A simple five-minute online purchase is turning into an hour-long wrestling-match.
I threw up my hands. “I guess we have to start over. No country and the order stalls.”
I start over, still with IE, and notice that their autofill is also filling in the shipping-address without a country.
So I delete each autofill entry in the shipping-address to make the order conform with their sacred paradigm, and it processes — lo-and-behold.
-B) Linda attempted to transfer from our Franklin Tax-Free Income Fund (our savings) online into our Canandaigua National Bank checking-account.
This was so we could pay the remainder of what we owe Rochester-Colonial for our window-replacement project.
Nice idea: transfer funds without relying on phonecalls or snail-mail.
To do anything at all online with your Franklin Tax-Free Income Fund you need a password.
Linda set one up years ago — probably the last time we transferred funds from the Franklin Tax-Free Income Fund was when we purchased the Bucktooth-Bathtub, which was October of 2005.
We still had record of it, so Linda set about trying to transfer funds.
“Authorization required!”
“What?
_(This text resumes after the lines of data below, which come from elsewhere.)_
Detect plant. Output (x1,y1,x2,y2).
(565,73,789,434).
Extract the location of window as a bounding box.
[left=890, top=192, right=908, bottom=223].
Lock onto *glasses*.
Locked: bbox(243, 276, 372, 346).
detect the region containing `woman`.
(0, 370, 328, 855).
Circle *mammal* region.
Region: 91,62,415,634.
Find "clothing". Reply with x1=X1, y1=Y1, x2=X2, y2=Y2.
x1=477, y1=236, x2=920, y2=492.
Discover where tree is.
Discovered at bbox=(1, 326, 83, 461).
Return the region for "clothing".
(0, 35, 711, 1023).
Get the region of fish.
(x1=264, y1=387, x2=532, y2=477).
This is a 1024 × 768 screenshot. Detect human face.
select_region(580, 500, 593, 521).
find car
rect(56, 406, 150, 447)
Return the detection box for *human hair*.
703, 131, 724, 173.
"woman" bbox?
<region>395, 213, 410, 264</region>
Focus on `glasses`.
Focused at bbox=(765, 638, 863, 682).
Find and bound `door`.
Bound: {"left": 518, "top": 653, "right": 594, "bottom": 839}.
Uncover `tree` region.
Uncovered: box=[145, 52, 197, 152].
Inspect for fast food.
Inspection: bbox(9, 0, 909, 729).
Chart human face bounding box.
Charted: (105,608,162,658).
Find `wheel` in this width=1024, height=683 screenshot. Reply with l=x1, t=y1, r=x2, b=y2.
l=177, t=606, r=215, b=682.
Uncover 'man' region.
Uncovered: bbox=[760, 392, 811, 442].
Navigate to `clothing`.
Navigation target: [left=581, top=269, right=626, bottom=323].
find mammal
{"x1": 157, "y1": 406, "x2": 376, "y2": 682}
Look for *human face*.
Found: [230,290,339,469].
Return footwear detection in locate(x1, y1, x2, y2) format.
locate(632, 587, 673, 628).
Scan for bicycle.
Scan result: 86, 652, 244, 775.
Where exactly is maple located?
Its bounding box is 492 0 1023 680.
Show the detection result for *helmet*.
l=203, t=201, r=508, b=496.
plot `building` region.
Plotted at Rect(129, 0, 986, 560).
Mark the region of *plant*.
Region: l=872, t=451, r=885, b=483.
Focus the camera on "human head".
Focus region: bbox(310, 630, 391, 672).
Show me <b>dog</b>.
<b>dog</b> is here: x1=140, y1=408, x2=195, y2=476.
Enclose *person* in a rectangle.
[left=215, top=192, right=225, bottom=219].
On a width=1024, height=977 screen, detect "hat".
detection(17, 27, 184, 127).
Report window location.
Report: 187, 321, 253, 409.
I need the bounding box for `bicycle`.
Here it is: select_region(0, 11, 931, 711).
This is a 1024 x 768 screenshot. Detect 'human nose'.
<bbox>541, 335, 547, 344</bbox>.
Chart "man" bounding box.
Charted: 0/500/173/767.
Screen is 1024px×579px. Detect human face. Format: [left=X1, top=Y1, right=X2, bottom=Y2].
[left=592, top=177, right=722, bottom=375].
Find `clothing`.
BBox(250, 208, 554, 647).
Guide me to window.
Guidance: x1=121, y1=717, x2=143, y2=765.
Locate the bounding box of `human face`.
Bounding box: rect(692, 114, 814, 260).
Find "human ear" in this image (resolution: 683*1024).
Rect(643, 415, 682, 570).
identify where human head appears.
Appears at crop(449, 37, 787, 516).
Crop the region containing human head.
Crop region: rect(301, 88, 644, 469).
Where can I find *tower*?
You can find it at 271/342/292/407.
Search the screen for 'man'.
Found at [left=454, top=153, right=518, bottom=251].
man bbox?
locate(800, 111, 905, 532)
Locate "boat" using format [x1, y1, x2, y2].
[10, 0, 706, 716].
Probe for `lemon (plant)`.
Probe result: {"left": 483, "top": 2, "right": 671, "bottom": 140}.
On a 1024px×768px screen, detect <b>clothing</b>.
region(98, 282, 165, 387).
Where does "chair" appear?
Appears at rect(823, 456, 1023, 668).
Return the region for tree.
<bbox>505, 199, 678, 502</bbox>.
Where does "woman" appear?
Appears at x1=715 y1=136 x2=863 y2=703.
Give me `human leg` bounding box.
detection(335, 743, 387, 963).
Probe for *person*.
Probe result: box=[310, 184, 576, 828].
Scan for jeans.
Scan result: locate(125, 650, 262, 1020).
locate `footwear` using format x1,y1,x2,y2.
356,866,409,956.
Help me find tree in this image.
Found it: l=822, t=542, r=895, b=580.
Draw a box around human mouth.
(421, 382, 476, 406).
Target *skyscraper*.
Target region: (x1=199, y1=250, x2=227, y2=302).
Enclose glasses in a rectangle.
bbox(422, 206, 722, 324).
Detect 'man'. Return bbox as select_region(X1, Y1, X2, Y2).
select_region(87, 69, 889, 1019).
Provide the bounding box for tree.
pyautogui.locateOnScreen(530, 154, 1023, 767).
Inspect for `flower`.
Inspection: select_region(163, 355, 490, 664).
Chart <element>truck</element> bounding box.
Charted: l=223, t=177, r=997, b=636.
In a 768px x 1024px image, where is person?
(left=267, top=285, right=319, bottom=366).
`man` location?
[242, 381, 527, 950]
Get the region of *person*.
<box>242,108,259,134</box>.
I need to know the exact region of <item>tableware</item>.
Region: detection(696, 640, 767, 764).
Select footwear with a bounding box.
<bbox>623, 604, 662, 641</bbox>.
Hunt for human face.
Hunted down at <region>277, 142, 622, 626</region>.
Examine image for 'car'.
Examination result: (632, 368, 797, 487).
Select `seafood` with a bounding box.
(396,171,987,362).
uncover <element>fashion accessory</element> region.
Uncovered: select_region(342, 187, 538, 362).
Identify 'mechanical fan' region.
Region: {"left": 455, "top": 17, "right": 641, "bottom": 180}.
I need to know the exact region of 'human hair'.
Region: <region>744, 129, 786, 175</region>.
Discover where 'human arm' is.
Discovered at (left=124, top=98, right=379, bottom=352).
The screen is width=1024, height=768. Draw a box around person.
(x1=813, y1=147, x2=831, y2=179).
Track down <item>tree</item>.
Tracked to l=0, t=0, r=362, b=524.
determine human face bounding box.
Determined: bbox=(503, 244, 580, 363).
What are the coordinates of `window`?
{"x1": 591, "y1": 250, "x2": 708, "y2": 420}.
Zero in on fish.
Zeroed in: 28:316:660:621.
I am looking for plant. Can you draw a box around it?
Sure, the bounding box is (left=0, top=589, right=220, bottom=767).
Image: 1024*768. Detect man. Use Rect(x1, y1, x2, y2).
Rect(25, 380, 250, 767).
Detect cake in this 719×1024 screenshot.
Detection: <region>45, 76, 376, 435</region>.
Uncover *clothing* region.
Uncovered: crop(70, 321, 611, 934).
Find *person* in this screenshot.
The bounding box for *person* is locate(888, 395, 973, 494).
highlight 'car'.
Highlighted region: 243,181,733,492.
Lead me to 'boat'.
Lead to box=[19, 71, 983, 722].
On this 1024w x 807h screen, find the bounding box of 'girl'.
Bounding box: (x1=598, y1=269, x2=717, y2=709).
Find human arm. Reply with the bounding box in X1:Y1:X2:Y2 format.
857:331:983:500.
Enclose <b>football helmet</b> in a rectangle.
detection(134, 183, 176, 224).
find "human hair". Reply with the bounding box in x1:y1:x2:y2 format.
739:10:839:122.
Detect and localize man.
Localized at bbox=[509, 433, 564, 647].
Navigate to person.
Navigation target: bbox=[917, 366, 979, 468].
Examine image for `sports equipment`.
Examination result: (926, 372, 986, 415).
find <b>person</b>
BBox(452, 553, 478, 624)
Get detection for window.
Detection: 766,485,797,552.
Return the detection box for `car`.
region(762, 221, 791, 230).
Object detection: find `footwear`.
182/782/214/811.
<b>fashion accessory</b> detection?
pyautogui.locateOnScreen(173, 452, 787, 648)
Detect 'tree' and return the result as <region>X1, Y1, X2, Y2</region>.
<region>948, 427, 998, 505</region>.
It’s our account. If we’re not authorized, who is?”
Forget the help-desk. It’s the weekend, baby. No help until Monday morning; and that’s Pacific-time.
Okay; more dickering required........
Turns out “authorization” is a snail-mail letter to them authorizing us to transfer funds.
A PDF was online, so Linda printed the form. “Notarization of signatures required.” So much for a timely transfer of funds.
We have to have our signatures notarized, and the bank has to validate the form (whatever that means).
We are left with a 20th-century way of doing things: Franklin issues us a check which we drag to the bank and deposit into our checking-account. The check arrives in the mail. “Please allow two weeks for processing.”
Meanwhile the window-replacement project is long-completed and we get to pay for it out of our dreaded home-equity loan, which shouldn’t even exist. —Which means pay interest or let the contractor hang.
A third ‘pyooter-function, which I ain’t lookin’ forward to, is a purchase from eBay.
This brings up the PayPal problem.
I successfully used it years ago to buy a calendar, and Linda used it again to purchase a replacement stoneware pitcher, after much weeping and wailing and gnashing of teeth.
Apparently our PayPal was set up associating my name with our Visa-account, so that when Linda tried to use it with her name, it refused.
PayPal also apparently wanted a password, and apparently it wasn’t my old RTS badge-number (the password we always use), so PayPal had to tell us what the password was, and then Linda reset the password, so I may get thrown for a loop if I try to use PayPal.
All I wanna do is purchase something from eBay; and it’s getting turned into a three-day project.